For those who don’t have a Silicon Valley area code, Steve Blank likely doesn’t have much name recognition. But amongst the Apples, Googles and Facebooks of the world, Blank enjoys iconic status. Blank says he gets asked for autographs just walking down the street in Palo Alto, where he teaches entrepreneurship at Stanford. Some young entrepreneurs reverentially refer to the 59-year-old as: “The Godfather.”
How did Blank earn his celebrity status? First, he is a successful serial entrepreneur, having started eight venture-backed Silicon Valley companies, including software company E.piphany, which raised $66 million prior to going public in 1999. Second, Blank’s first book, “Four Steps to the Epiphany”, became a handbook for every budding tech entrepreneur and spawned the term “customer development” that sparked the “lean startup” movement.
Blank’s blog has become a must-read among entrepreneurs and is widely syndicated, regularly appearing on The Huffington Post.
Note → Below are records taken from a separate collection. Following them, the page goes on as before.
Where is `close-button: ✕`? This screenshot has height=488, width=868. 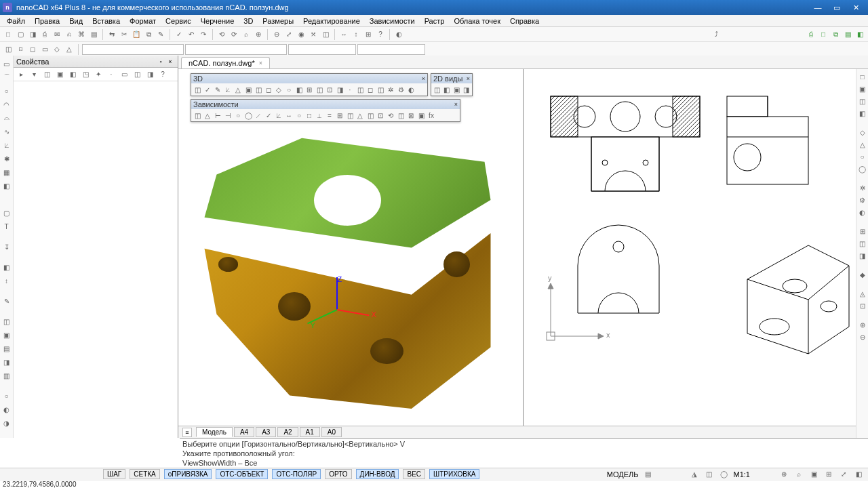 close-button: ✕ is located at coordinates (856, 7).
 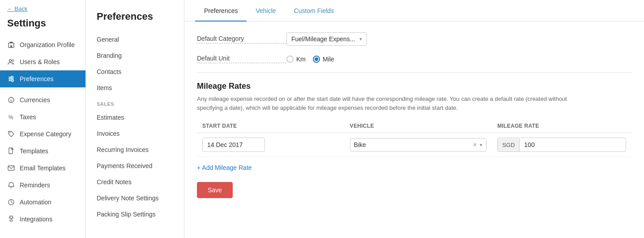 I want to click on default-category-control: Fuel/Mileage Expens... ▾, so click(x=327, y=39).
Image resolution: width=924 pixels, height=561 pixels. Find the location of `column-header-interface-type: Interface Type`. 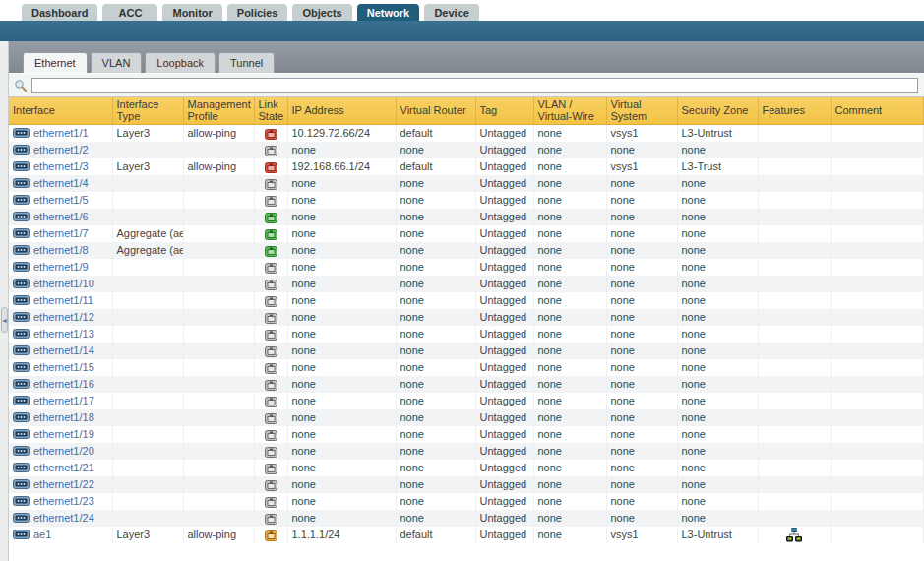

column-header-interface-type: Interface Type is located at coordinates (148, 110).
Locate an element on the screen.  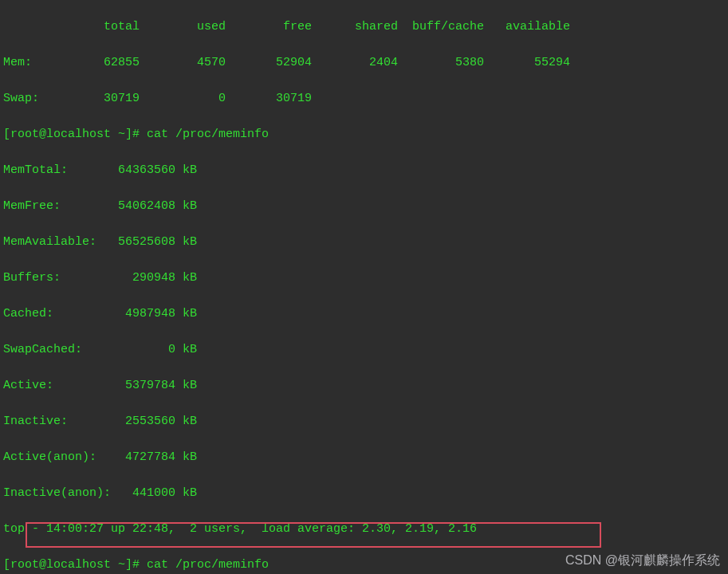
free-swap-row: Swap: 30719 0 30719 is located at coordinates (364, 99).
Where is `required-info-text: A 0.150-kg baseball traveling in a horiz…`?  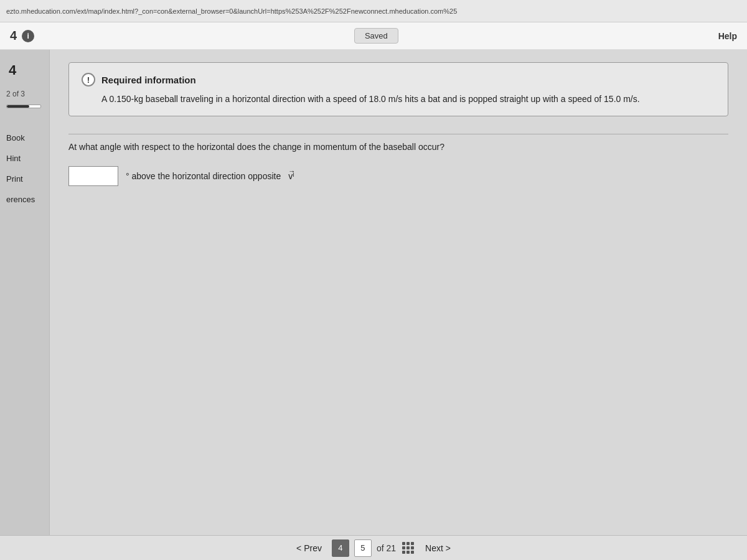
required-info-text: A 0.150-kg baseball traveling in a horiz… is located at coordinates (398, 100).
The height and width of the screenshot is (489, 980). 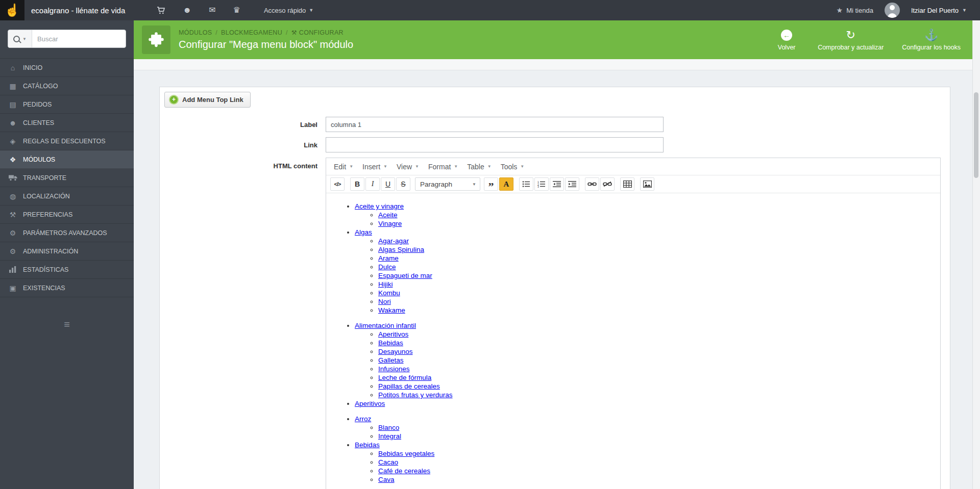 I want to click on indent-button, so click(x=572, y=184).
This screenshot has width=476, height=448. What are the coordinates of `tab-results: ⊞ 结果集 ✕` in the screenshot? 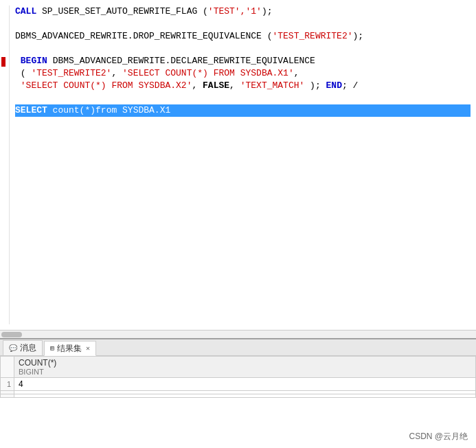 It's located at (70, 348).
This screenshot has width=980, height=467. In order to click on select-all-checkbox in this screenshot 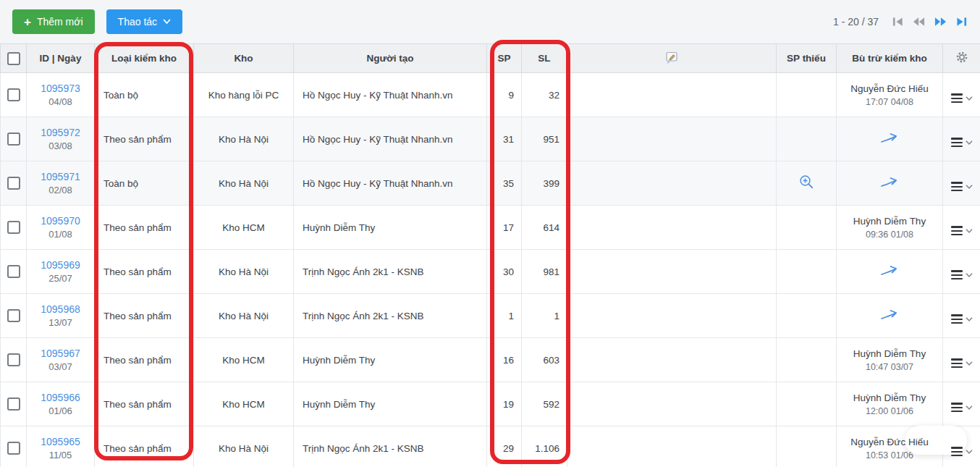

Recently, Blank launched an online version of his customer development course, called “The Lean LaunchPad”, which he says has more than 50,000 registered users.
The following is an abridged transcript of a recent interview Reuters did with Blank that covered everything from the definition of an “entrepreneur” to how people should use his latest book: “The Startup Owner’s Manual”.
In terms of a neophyte that is maybe a Stanford student or someone who is not even in an entrepreneurship course but just wants to start their own business, can they pick “The Startup Owner’s Manual” up and use it as a blueprint?